Poetry
Goddess Rising
A solstice poem

I once saw her slip from the sea on a solstice evening, a satined heaving of breast and thigh rising against an Indian silk sky dancing on the sheen of arctic waters.
The fabric of time, of seasons, stretched and taughtened in rhythm with the sinking troughs and rising, cresting waves.
And here and there, a woman’s form emerged, a dip of shoulder, a toe of stone, an eye of light winking from unfathomable depths.
They say, you see, that it’s pure luck to catch a glimpse of the goddess rising on the eve of winter’s breath.
I caught myself dissolving, melting into the swell of the moment when time stands still.
And I almost fell into that writhing, rising sea, from thirsting for a better glimpse of the nymph of the waters, the one who is the daughter and the mother of all that will ever be.

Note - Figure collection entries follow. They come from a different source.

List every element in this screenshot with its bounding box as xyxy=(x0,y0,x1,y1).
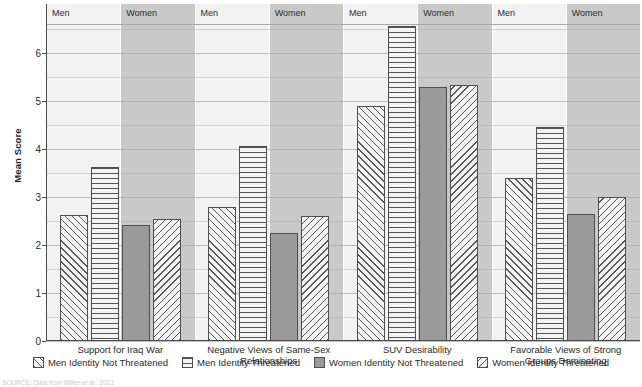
legend-item-0[interactable]: Men Identity Not Threatened xyxy=(33,357,168,368)
y-tick-label: 0 xyxy=(35,336,41,347)
legend-swatch-icon xyxy=(33,357,44,368)
legend-label: Women Identity Not Threatened xyxy=(329,357,463,368)
category-label-0: Support for Iraq War xyxy=(46,344,195,355)
gridline xyxy=(46,77,640,78)
bar xyxy=(598,197,626,341)
y-tick-mark xyxy=(42,341,46,342)
legend-item-2[interactable]: Women Identity Not Threatened xyxy=(314,357,463,368)
bar xyxy=(536,127,564,341)
bar xyxy=(239,146,267,341)
legend-swatch-icon xyxy=(182,357,193,368)
category-label-line: Favorable Views of Strong xyxy=(492,344,641,355)
y-tick-mark xyxy=(42,101,46,102)
legend-swatch-icon xyxy=(314,357,325,368)
bar xyxy=(60,215,88,341)
gridline xyxy=(46,29,640,30)
band-label: Women xyxy=(126,8,157,18)
chart-legend: Men Identity Not ThreatenedMen Identity … xyxy=(0,357,642,368)
bar xyxy=(505,178,533,341)
legend-label: Men Identity Not Threatened xyxy=(48,357,168,368)
legend-item-3[interactable]: Women Identity Threatened xyxy=(477,357,609,368)
band-label: Men xyxy=(52,8,70,18)
bar-chart: Mean Score MenWomenMenWomenMenWomenMenWo… xyxy=(0,0,642,387)
x-axis-line xyxy=(46,340,640,341)
y-tick-label: 6 xyxy=(35,47,41,58)
bar xyxy=(208,207,236,341)
bar xyxy=(388,26,416,341)
bar xyxy=(91,167,119,341)
source-note: SOURCE: Data from Willer et al., 2013 xyxy=(2,379,114,386)
y-tick-label: 5 xyxy=(35,95,41,106)
bar xyxy=(301,216,329,341)
band-label: Men xyxy=(498,8,516,18)
legend-label: Women Identity Threatened xyxy=(492,357,609,368)
y-tick-label: 1 xyxy=(35,287,41,298)
bar xyxy=(122,225,150,341)
legend-swatch-icon xyxy=(477,357,488,368)
bar xyxy=(153,219,181,341)
band-label: Women xyxy=(423,8,454,18)
gridline xyxy=(46,125,640,126)
gridline xyxy=(46,341,640,342)
y-tick-mark xyxy=(42,245,46,246)
bar xyxy=(419,87,447,341)
band-header-divider xyxy=(46,24,640,25)
band-label: Men xyxy=(349,8,367,18)
y-tick-mark xyxy=(42,149,46,150)
y-axis-title: Mean Score xyxy=(12,111,23,201)
category-label-line: SUV Desirability xyxy=(343,344,492,355)
y-tick-label: 3 xyxy=(35,191,41,202)
band-label: Women xyxy=(572,8,603,18)
y-tick-mark xyxy=(42,53,46,54)
y-tick-mark xyxy=(42,197,46,198)
legend-item-1[interactable]: Men Identity Threatened xyxy=(182,357,300,368)
category-label-line: Support for Iraq War xyxy=(46,344,195,355)
category-label-2: SUV Desirability xyxy=(343,344,492,355)
gridline xyxy=(46,101,640,102)
legend-label: Men Identity Threatened xyxy=(197,357,300,368)
y-tick-label: 4 xyxy=(35,143,41,154)
bar xyxy=(357,106,385,341)
y-tick-label: 2 xyxy=(35,239,41,250)
bar xyxy=(270,233,298,341)
band-label: Women xyxy=(275,8,306,18)
bar xyxy=(450,85,478,341)
band-label: Men xyxy=(201,8,219,18)
y-tick-mark xyxy=(42,293,46,294)
bar xyxy=(567,214,595,341)
y-axis-line xyxy=(46,4,47,341)
plot-area: MenWomenMenWomenMenWomenMenWomen 0123456 xyxy=(46,4,640,341)
gridline xyxy=(46,53,640,54)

She stretched and sighed, and the fabric shifted, rippled gold dripping across the curve of a bosom, gathering into a waist of spilt-ink indigo.
And then, she was gone.
They say that she chooses this moment, suspended in time between sunset and sunrise to appear, to break free from one world and to hurl time forward by a season, just by tossing her glance across the waters.
And if you’re fortunate enough to see her, you will be forever changed.
You will have tasted the essence of eternity.